M.E.M.O.

Brand loyalty: Mainline persistence

On the way to the airport for my TWA flight to St. Louis, I gassed up at the Standard station. When I got to the airport, my plane was delayed so I had time to drop in on Crown Books and then stopped at the Rexall concession to get some aspirin. Having an hour to kill in the club before takeoff, I put on my earphones and listened to the tape I had purchased the day before at Rose Records. I ran into N. N., a biggie at International Harvester who keeps me up to date on trends in his business. He spotted me because I was wearing my conventional bow tie, but he, in his tailored suit, seemed to be looking down on me in my off-the-rack Hart Schaffner & Marx three-piece number. We parted quickly because I had to grab a snack. I bought a Wimpy burger and boarded the plane.

Stop. In case any of you missed it, the foregoing was all a fantasy. None of the brands mentioned here still exists. Such is the way of the world we take for granted in these days of mergers, bankruptcies, competition, new tastes and changing communities.

Count on me to find parables for church life in this condition. Some who point to change and decline of denominations and congregations speak with envy about how the secular market prospers, while church people remain powerless to retard its effects. Religious organizations are taunted for not keeping up with the trends and therefore suffering demise.

In the face of those who are sure that Catholics, mainline Protestants, Reform Jews and certain kinds of evangelicals are in a slump or going bankrupt and disappearing, I got curious about the lasting power of religious organizations. From the reference shelf I picked out The Annals of the American Academy of Political and Social Science from 60 years ago, March 1948. From the section “Organized Religion in the United States,” I checked out brand-name survival there.

Note the names of standard-brand churches that survive: Adventist bodies, African Methodist Episcopal Church, National Baptist Convention, Southern Baptist Convention, American Baptists, Church of the Brethren, Presbyterians, Reformed Church in America. The Roman Catholic Church and the Salvation Army have kept company with Disciples of Christ, Church of God in Christ, Latter-day Saints and Lutherans galore as survivors who limped along into the next millennium with the United Methodist Church.

It’s true that some, like the Southern Baptist Convention, thrive more than others. Some have changed: the Congregational Christians and the Evangelical Reformed members were among the very few who changed names in ways that make continuity hard to discern.
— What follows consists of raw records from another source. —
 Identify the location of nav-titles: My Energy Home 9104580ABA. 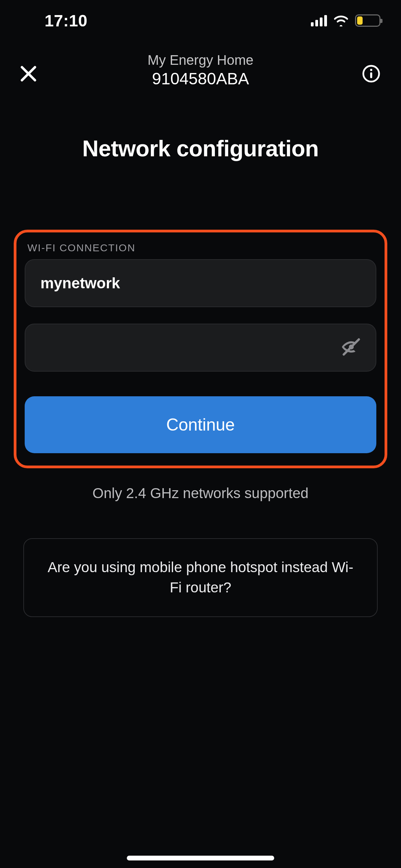
(201, 70).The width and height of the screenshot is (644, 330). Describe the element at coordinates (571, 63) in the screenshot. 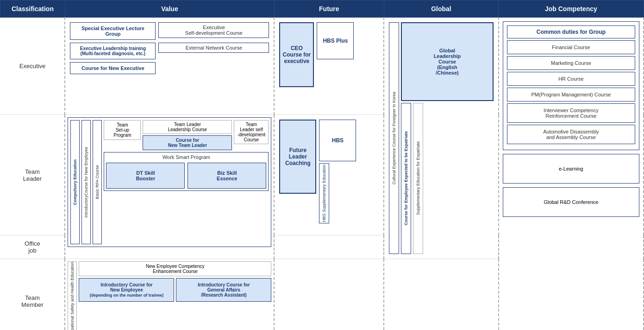

I see `marketing-box: Marketing Course` at that location.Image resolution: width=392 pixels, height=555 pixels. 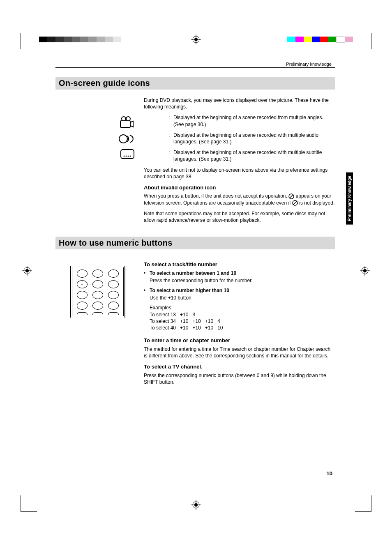 What do you see at coordinates (242, 281) in the screenshot?
I see `select-1-10-body: Press the corresponding button for the n…` at bounding box center [242, 281]. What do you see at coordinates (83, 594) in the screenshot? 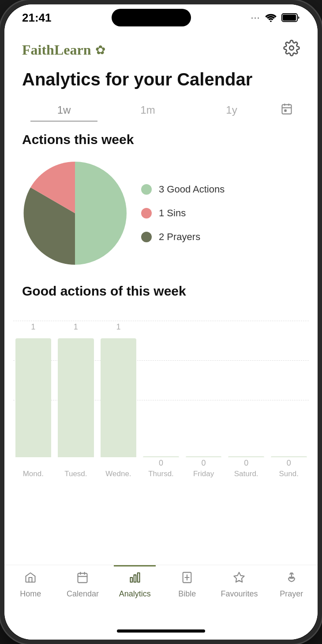
I see `nav-calendar-label: Calendar` at bounding box center [83, 594].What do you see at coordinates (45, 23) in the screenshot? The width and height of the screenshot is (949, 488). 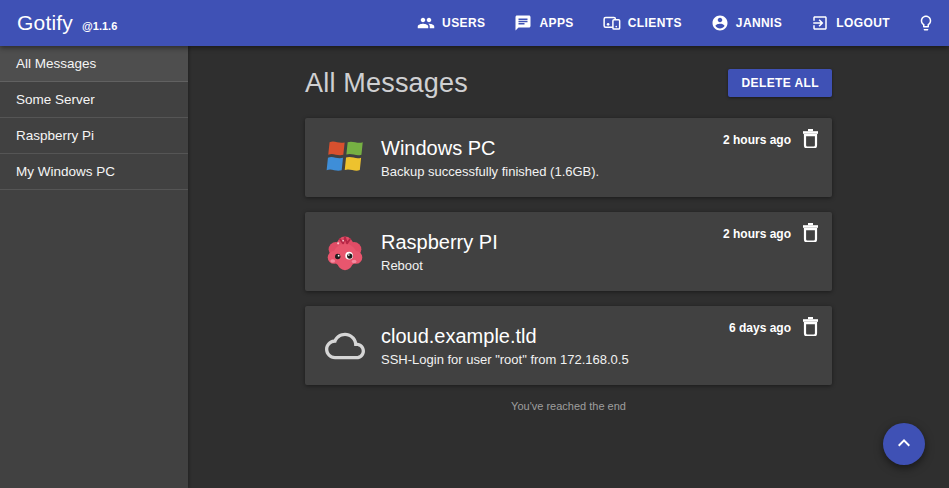 I see `app-title: Gotify` at bounding box center [45, 23].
I could not find in the Yearbook 2008 the various streams of Spiritualists, which had a sizable membership in 1948 but, ironically, have lost market share in a time when everyone wants to be “spiritual” but few want to institutionalize the impulse.

Anything but a triumphalist, I am not boasting about survivors. Some continuity could be as much the result of lethargy as it is of creativity; maybe no one cares enough to kill off the stragglers. But I am not complaining either, because most of these religious groups, with demography against them and internal assaults besetting them, have hung in there and creatively outlasted those many brands that so very recently looked permanent.